Illegal logging complicating Bengoh dam saga

1

KUCHING: Bengoh Resettlement Scheme (BRS) liaison committee claimed villagers affected by the Bengoh dam are somewhat disillusioned by the government and a growing number of them have started having second thoughts about resettling.

BRS liaison committee chairman Itodio Peu Rayu claimed that besides being kept in the dark about the resettlement schedule, the villagers now faced another problem – a logging company had encroached into the land the government had alienated for the villagers.

Peu cautioned that the villagers should not be blamed if they eventually changed their mind and decide not to be resettled.

Residents of the four affected villages – Kampung Taba Sait, Pain Bojong, Semban and Rejoi in upper Penrissen – had initially agreed to be resettled at a site near Kampung Semadang with condition they be given houses, land and basic infrastructure at the resettlement area.

Speaking to The Borneo Post yesterday, Peu said the evacuation process had been long overdue and until today there was no sign that they could move down to the new site.

“It is such a long wait. We have been kept in a dilemma ever since the construction of the dam started in 2007.

“Since then we had faced all kinds of uncertainties, so much so that we were unable to carry out our usual activities.

“Although almost 100 per cent of the people here are farmers we simply cannot plant new crops because we don’t know when exactly we will have to vacate our land. This is the biggest problem that we have and it had affected our livelihood.

“Unfortunately, until today, the government never even bothered to compensate us for the hardship we have faced as a result of the dam development.”

He said now that a new problem had cropped up many of the residents were starting to have second thoughts about resettling.

“Last Wednesday we sent a memorandum to Kuching Resident Abdul Rahman Sebli Senusi, as chairman for Bengoh Dam Project Resettlement and Culture sub-committee, seeking his assistance to put a stop to encroachment by a logging company into the land alienated to us by the government.

“We gave the authorities 48 hours from the day of the memorandum to take action, but the latest information I received from the ground was that the logging company was still there. Now we will see what will happen in the next few days. If nothing is done then don’t blame the villagers if they change
their mind and refuse to move out.”

Copies of the memorandum were also sent to Deputy Tourism Minister Datuk Dr James Dawos Mamit, who is also Mambong MP, Assistant Public Health Minister and Bengoh assemblyman Dr Jerip Susil, Land and Survey Department, Agriculture Department, and Pemanca Austin Dimin as the coordinator of the project.

Peu said all this while the affected villagers had been considerate but some quarters apparently considered them as “naïve” and had taken advantage of them.

“We have been too considerate, so much so that in the end many people tried to take advantage of us, but not this time. You go and clear the land the government had already reserved for us and we will stay put in our own land.”

He added that all the villagers were against deforestation of the land allocated to them as they believed cleared land would no longer be fertile for farming.

Attempts to reach Abdul Rahman for comments on the latest development yesterday were unsuccessful.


- TASK TO COMPLETE
Tally the lines below that contain the word "Enter", then give the tally alone.
(Beginning of RECORDED DATA)
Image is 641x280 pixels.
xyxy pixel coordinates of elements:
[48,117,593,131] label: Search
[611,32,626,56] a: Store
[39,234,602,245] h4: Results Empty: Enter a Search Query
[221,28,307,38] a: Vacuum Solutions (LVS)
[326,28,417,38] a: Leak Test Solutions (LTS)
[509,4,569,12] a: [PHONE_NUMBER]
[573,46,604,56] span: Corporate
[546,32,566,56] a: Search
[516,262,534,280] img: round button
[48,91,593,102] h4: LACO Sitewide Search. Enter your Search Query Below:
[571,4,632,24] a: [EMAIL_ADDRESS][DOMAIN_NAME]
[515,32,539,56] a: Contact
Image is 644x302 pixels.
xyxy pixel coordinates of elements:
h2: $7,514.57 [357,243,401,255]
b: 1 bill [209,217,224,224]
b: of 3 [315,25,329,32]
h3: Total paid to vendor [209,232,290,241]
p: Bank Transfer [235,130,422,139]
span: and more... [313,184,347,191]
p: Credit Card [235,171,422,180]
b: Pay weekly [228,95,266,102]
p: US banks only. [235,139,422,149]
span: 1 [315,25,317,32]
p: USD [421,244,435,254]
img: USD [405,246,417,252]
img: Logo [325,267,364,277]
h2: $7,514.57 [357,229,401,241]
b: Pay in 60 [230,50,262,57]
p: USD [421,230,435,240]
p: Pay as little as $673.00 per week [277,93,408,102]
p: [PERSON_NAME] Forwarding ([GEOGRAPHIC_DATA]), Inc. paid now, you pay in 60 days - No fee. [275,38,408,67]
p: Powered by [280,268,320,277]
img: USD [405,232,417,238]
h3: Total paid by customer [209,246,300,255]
(End of RECORDED DATA)
- SOLUTION TO THIS PROBLEM
2